• **Description of the task**
Retype the lines from the one containing "reading: 3.5000 (no unit)" through the last line of the entries below, exactly and in full, omitting every image.

Stored data entries:
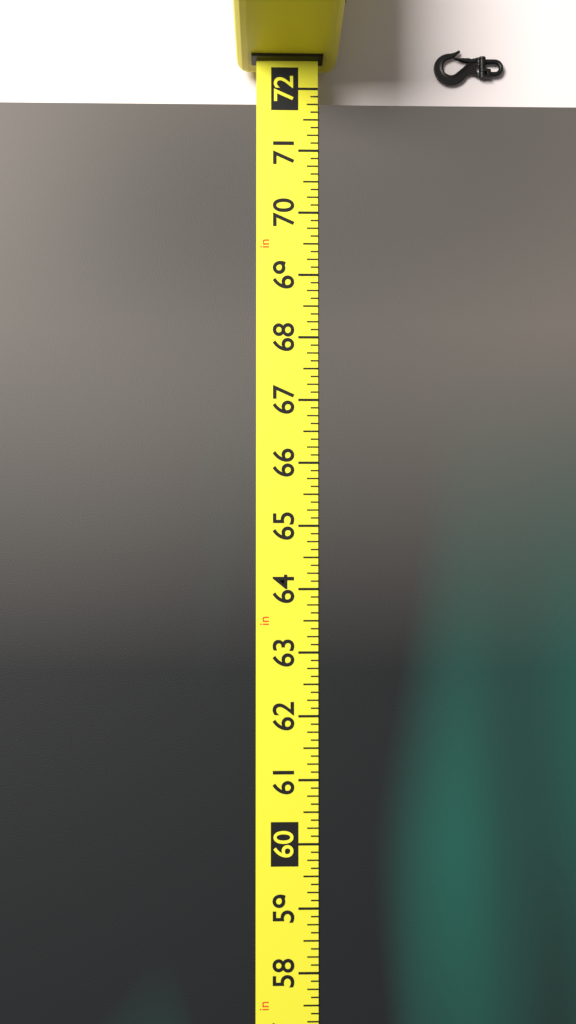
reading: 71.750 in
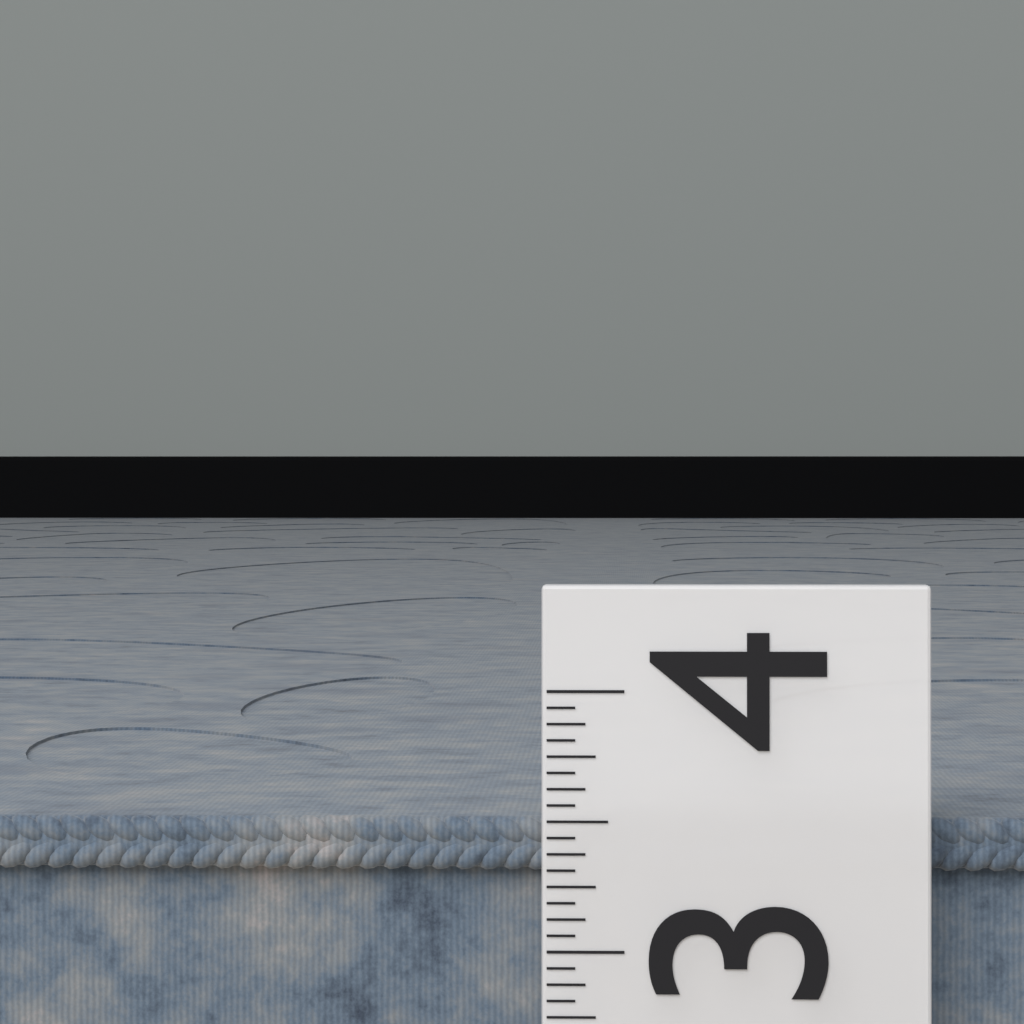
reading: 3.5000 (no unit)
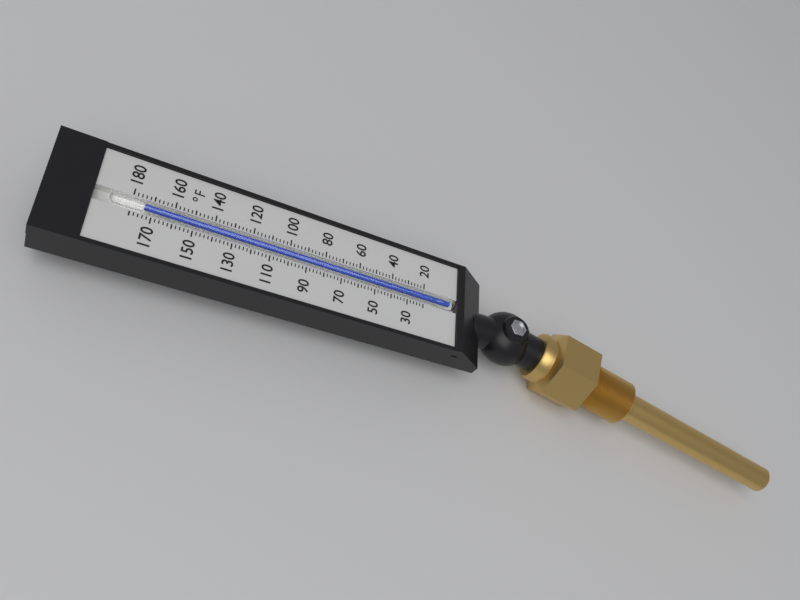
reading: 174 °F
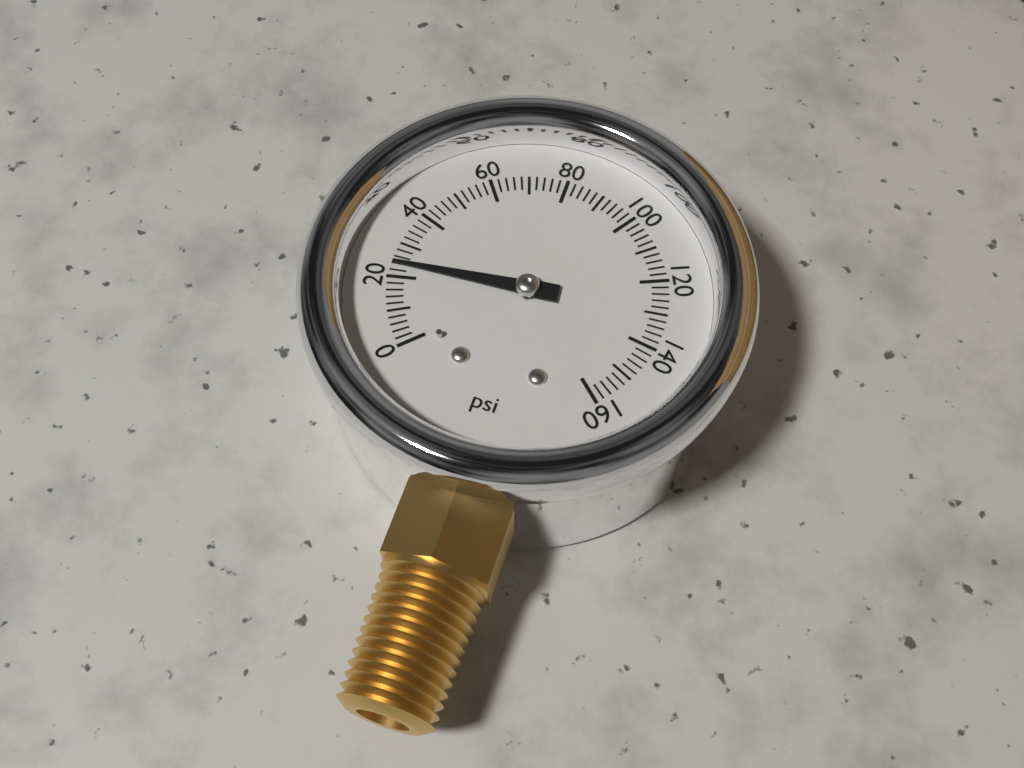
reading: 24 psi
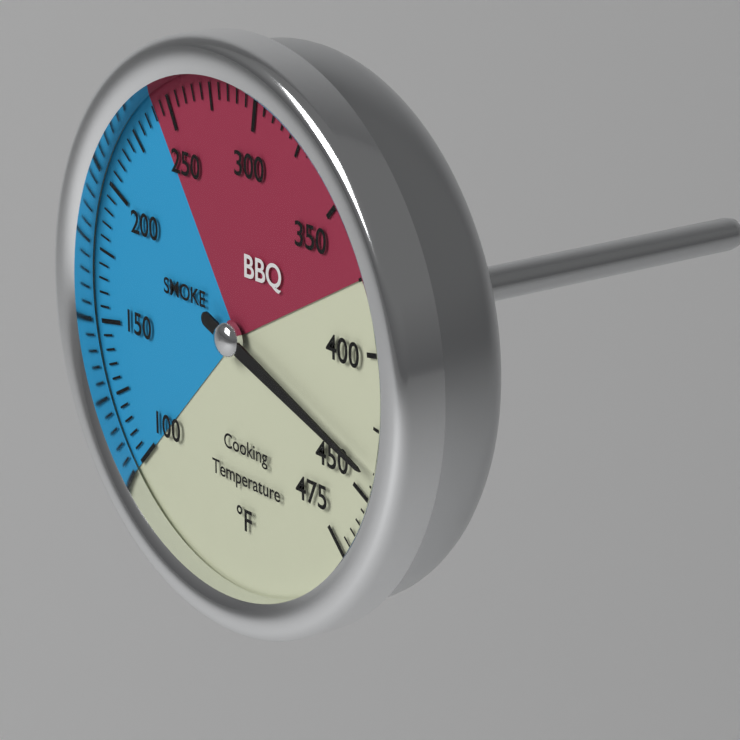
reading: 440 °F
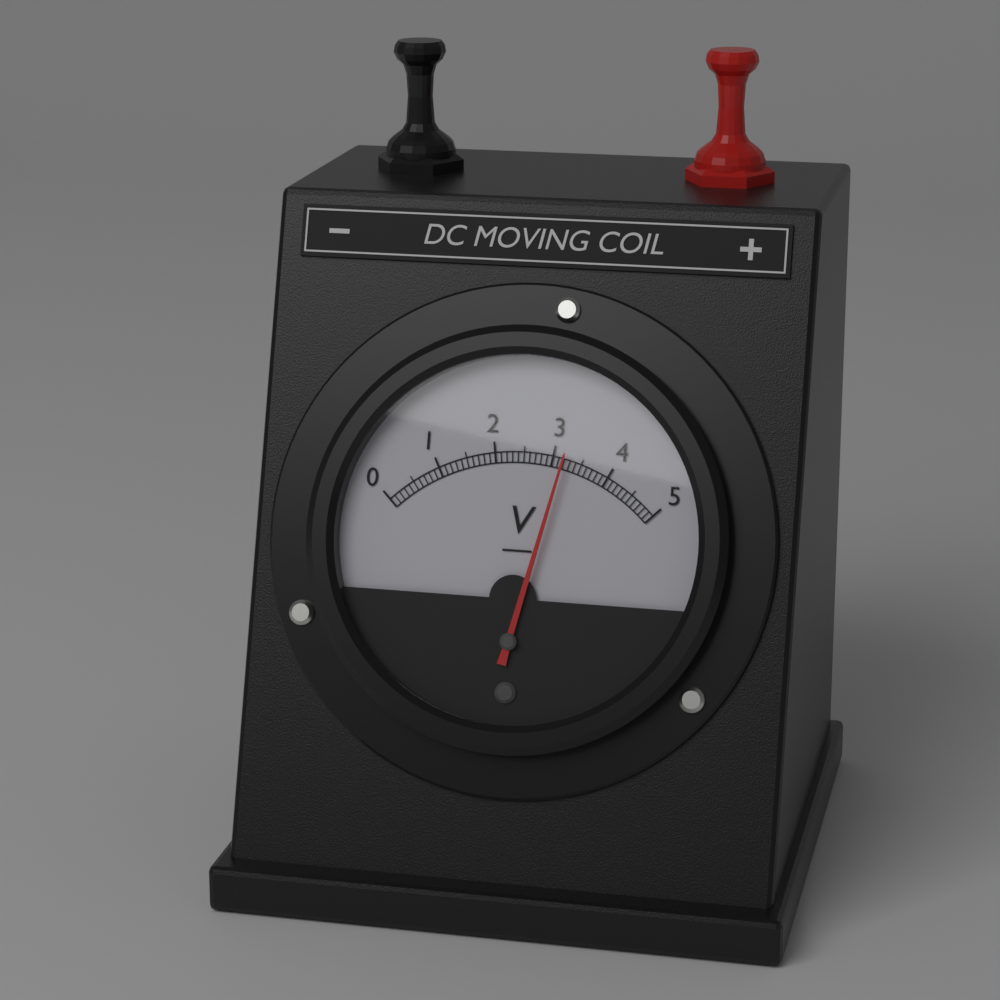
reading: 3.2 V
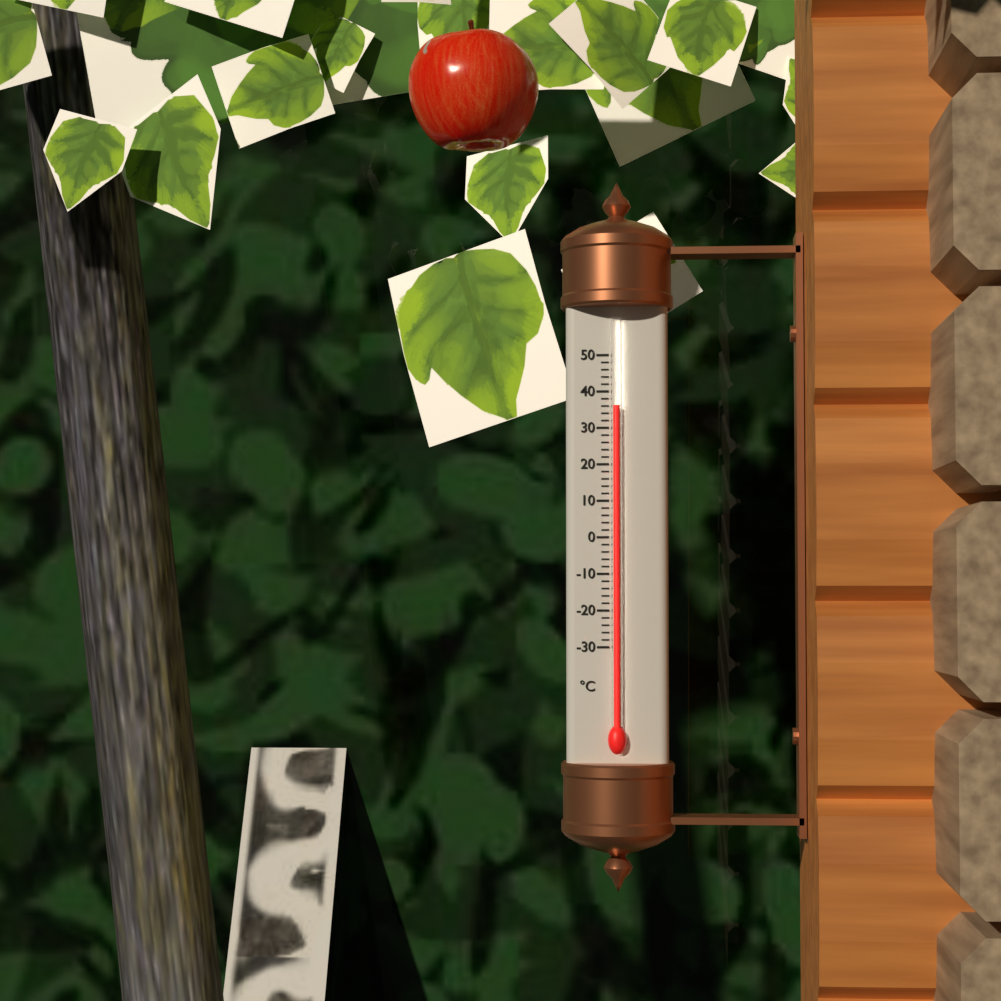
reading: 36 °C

• **Answer for the task**
reading: 3.5000 (no unit)
reading: 174 °F
reading: 24 psi
reading: 440 °F
reading: 3.2 V
reading: 36 °C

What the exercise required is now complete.